Shark for Christmas

A family gathering conjures the summer of '75

© Dan Lalande

Jan 2, 2007

A trio of cousins relive a magical movie summer


"I saw Jaws again the other night."

To the others, this was a plain and abrupt confession. But for my cousins and I, it was a ticket to another world.

Instantly, I was transported from a Christmas dinner table in the middle of winter to a downtown sidewalk in the blazing heat, from a trio of parents playing middle-aged catch-up to a gaggle of giddy cousins unable to civilize their 13 year-old countenances.

My cousins and I, now in our early forties, exchanged a secret look, momentarily separating us from the turkey and the meat pie and the everyman philosophizing about the state of the world that is part and parcel of any family gathering.

Trapped within the triangle our eyes traced was the shark, that great, hulking gray-white brute that monopolized that faraway summer, the one we spent on the burning concrete outside the Nelson Theatre, back when movies for the under 14 set cost a dollar, a sum even we found easy to come up with - so easy, in fact, that attending screenings of Jaws became our defining ritual that season; grander, parent-engineered events, like vacations to faraway lands, in-town trips of cultural interest, even the much-anticipated excursion to the fair, became giant distractions, sneaky schemes to unfairly wrenched us from the playground we never wanted to leave, the dark, anticipatory confines of the Nelson, as it pulsed to John Williams' minimalist theme.

How many times did we see it that summer of 1975?

Once a day I seem to remember, but it was probably more like once a week, maybe once every two weeks. If that number strikes me as low, it's because all of the time in between was spent animatedly recounting our favorites moments to each another, or clipping images of the film from newspapers and magazines, or talking it up to our parents (each of whom thought we were nuts, of course), or, like many a group of kids that summer, acting it out in public pools; you couldn't find a facility in North America that season without at least one child cast as a shark, and all of his or her companions as prospective snacks.

A voice (an uncle? Aunt?) hemmed or coughed or started up about something in the news, and the link between my cousins and myself was broken. The summer sun set and it was Christmastime.

As insights of various kinds made their way around the room like cranberry sauce, I began to examine the cousin who had uttered the line, prompting the secret visual handshake of the Jaws brotherhood. She was as beautiful as ever, though decidedly worn; she had just gone through a complicated break-up, and was suffering the burdens of single motherhood. The other member of the brethren, her sister, was now contributing something about recent business problems, while I, internally, was toying with laying my recent career crisis on the table like a steaming bowl of mashed potatoes.

Each of us, it occurred to me, was still living in that fateful summer.

We had each faced the shark, and were just now emerging, as if by the Nelson's side doors, from the darkness into the light.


# TASK DESCRIPTION
Each record is to be printed exactly as given, down to the last mark.

# Data records

———

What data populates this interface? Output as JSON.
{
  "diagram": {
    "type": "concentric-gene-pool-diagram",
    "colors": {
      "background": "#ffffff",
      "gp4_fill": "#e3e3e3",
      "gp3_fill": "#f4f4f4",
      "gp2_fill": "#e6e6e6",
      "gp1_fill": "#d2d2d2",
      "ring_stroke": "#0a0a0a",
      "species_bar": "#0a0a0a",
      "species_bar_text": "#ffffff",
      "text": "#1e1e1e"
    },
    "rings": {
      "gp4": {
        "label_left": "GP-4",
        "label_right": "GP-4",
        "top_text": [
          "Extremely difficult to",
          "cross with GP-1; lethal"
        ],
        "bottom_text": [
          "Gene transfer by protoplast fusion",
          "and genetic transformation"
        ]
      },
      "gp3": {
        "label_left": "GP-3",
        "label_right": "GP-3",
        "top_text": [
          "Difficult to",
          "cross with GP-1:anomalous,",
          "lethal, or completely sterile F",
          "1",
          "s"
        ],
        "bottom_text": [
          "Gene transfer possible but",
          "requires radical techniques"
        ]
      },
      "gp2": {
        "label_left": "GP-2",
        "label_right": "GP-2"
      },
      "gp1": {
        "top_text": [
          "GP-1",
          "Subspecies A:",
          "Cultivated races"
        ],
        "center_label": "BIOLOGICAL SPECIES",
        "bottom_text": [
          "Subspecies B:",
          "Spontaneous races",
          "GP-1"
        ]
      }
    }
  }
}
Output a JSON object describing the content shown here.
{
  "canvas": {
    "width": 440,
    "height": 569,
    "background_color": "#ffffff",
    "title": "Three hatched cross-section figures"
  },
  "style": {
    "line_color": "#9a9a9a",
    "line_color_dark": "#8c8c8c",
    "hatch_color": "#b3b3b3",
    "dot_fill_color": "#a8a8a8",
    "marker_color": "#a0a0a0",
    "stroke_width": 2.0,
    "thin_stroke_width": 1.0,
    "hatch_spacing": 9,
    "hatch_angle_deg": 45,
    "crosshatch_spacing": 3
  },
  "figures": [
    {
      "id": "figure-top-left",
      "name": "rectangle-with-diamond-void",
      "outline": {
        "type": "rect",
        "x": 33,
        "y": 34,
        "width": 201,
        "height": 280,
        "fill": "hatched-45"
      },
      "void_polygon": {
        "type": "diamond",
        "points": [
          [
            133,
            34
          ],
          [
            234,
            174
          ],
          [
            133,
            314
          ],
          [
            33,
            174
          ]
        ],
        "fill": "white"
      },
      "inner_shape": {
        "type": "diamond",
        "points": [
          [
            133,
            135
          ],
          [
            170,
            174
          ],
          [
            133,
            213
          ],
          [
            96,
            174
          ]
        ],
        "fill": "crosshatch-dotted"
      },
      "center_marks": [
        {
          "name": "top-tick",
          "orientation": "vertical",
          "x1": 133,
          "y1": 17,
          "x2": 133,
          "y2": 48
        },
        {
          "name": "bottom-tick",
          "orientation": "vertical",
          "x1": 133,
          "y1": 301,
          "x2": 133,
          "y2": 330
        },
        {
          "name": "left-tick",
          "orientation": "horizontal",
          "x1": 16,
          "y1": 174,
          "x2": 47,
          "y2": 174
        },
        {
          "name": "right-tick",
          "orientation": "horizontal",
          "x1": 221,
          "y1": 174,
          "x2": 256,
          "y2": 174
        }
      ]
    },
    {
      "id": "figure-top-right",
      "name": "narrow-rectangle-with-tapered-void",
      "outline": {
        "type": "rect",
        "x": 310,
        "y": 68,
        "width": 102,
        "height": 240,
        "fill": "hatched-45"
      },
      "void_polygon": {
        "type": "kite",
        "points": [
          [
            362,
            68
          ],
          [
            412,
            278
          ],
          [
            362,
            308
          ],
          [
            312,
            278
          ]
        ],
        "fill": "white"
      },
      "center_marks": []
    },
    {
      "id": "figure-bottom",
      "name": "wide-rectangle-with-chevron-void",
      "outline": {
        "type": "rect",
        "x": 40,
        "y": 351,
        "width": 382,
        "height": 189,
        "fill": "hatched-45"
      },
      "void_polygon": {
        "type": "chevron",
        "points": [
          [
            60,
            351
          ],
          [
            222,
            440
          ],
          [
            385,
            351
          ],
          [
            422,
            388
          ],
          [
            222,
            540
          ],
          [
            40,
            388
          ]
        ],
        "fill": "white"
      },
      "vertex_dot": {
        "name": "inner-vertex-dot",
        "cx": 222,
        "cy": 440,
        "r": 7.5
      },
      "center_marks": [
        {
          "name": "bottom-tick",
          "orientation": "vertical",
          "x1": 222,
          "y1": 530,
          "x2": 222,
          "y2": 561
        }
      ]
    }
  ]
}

———

# TASK ANSWER
What data populates this interface? Output as JSON.
{
  "diagram": {
    "type": "concentric-gene-pool-diagram",
    "colors": {
      "background": "#ffffff",
      "gp4_fill": "#e3e3e3",
      "gp3_fill": "#f4f4f4",
      "gp2_fill": "#e6e6e6",
      "gp1_fill": "#d2d2d2",
      "ring_stroke": "#0a0a0a",
      "species_bar": "#0a0a0a",
      "species_bar_text": "#ffffff",
      "text": "#1e1e1e"
    },
    "rings": {
      "gp4": {
        "label_left": "GP-4",
        "label_right": "GP-4",
        "top_text": [
          "Extremely difficult to",
          "cross with GP-1; lethal"
        ],
        "bottom_text": [
          "Gene transfer by protoplast fusion",
          "and genetic transformation"
        ]
      },
      "gp3": {
        "label_left": "GP-3",
        "label_right": "GP-3",
        "top_text": [
          "Difficult to",
          "cross with GP-1:anomalous,",
          "lethal, or completely sterile F",
          "1",
          "s"
        ],
        "bottom_text": [
          "Gene transfer possible but",
          "requires radical techniques"
        ]
      },
      "gp2": {
        "label_left": "GP-2",
        "label_right": "GP-2"
      },
      "gp1": {
        "top_text": [
          "GP-1",
          "Subspecies A:",
          "Cultivated races"
        ],
        "center_label": "BIOLOGICAL SPECIES",
        "bottom_text": [
          "Subspecies B:",
          "Spontaneous races",
          "GP-1"
        ]
      }
    }
  }
}
Output a JSON object describing the content shown here.
{
  "canvas": {
    "width": 440,
    "height": 569,
    "background_color": "#ffffff",
    "title": "Three hatched cross-section figures"
  },
  "style": {
    "line_color": "#9a9a9a",
    "line_color_dark": "#8c8c8c",
    "hatch_color": "#b3b3b3",
    "dot_fill_color": "#a8a8a8",
    "marker_color": "#a0a0a0",
    "stroke_width": 2.0,
    "thin_stroke_width": 1.0,
    "hatch_spacing": 9,
    "hatch_angle_deg": 45,
    "crosshatch_spacing": 3
  },
  "figures": [
    {
      "id": "figure-top-left",
      "name": "rectangle-with-diamond-void",
      "outline": {
        "type": "rect",
        "x": 33,
        "y": 34,
        "width": 201,
        "height": 280,
        "fill": "hatched-45"
      },
      "void_polygon": {
        "type": "diamond",
        "points": [
          [
            133,
            34
          ],
          [
            234,
            174
          ],
          [
            133,
            314
          ],
          [
            33,
            174
          ]
        ],
        "fill": "white"
      },
      "inner_shape": {
        "type": "diamond",
        "points": [
          [
            133,
            135
          ],
          [
            170,
            174
          ],
          [
            133,
            213
          ],
          [
            96,
            174
          ]
        ],
        "fill": "crosshatch-dotted"
      },
      "center_marks": [
        {
          "name": "top-tick",
          "orientation": "vertical",
          "x1": 133,
          "y1": 17,
          "x2": 133,
          "y2": 48
        },
        {
          "name": "bottom-tick",
          "orientation": "vertical",
          "x1": 133,
          "y1": 301,
          "x2": 133,
          "y2": 330
        },
        {
          "name": "left-tick",
          "orientation": "horizontal",
          "x1": 16,
          "y1": 174,
          "x2": 47,
          "y2": 174
        },
        {
          "name": "right-tick",
          "orientation": "horizontal",
          "x1": 221,
          "y1": 174,
          "x2": 256,
          "y2": 174
        }
      ]
    },
    {
      "id": "figure-top-right",
      "name": "narrow-rectangle-with-tapered-void",
      "outline": {
        "type": "rect",
        "x": 310,
        "y": 68,
        "width": 102,
        "height": 240,
        "fill": "hatched-45"
      },
      "void_polygon": {
        "type": "kite",
        "points": [
          [
            362,
            68
          ],
          [
            412,
            278
          ],
          [
            362,
            308
          ],
          [
            312,
            278
          ]
        ],
        "fill": "white"
      },
      "center_marks": []
    },
    {
      "id": "figure-bottom",
      "name": "wide-rectangle-with-chevron-void",
      "outline": {
        "type": "rect",
        "x": 40,
        "y": 351,
        "width": 382,
        "height": 189,
        "fill": "hatched-45"
      },
      "void_polygon": {
        "type": "chevron",
        "points": [
          [
            60,
            351
          ],
          [
            222,
            440
          ],
          [
            385,
            351
          ],
          [
            422,
            388
          ],
          [
            222,
            540
          ],
          [
            40,
            388
          ]
        ],
        "fill": "white"
      },
      "vertex_dot": {
        "name": "inner-vertex-dot",
        "cx": 222,
        "cy": 440,
        "r": 7.5
      },
      "center_marks": [
        {
          "name": "bottom-tick",
          "orientation": "vertical",
          "x1": 222,
          "y1": 530,
          "x2": 222,
          "y2": 561
        }
      ]
    }
  ]
}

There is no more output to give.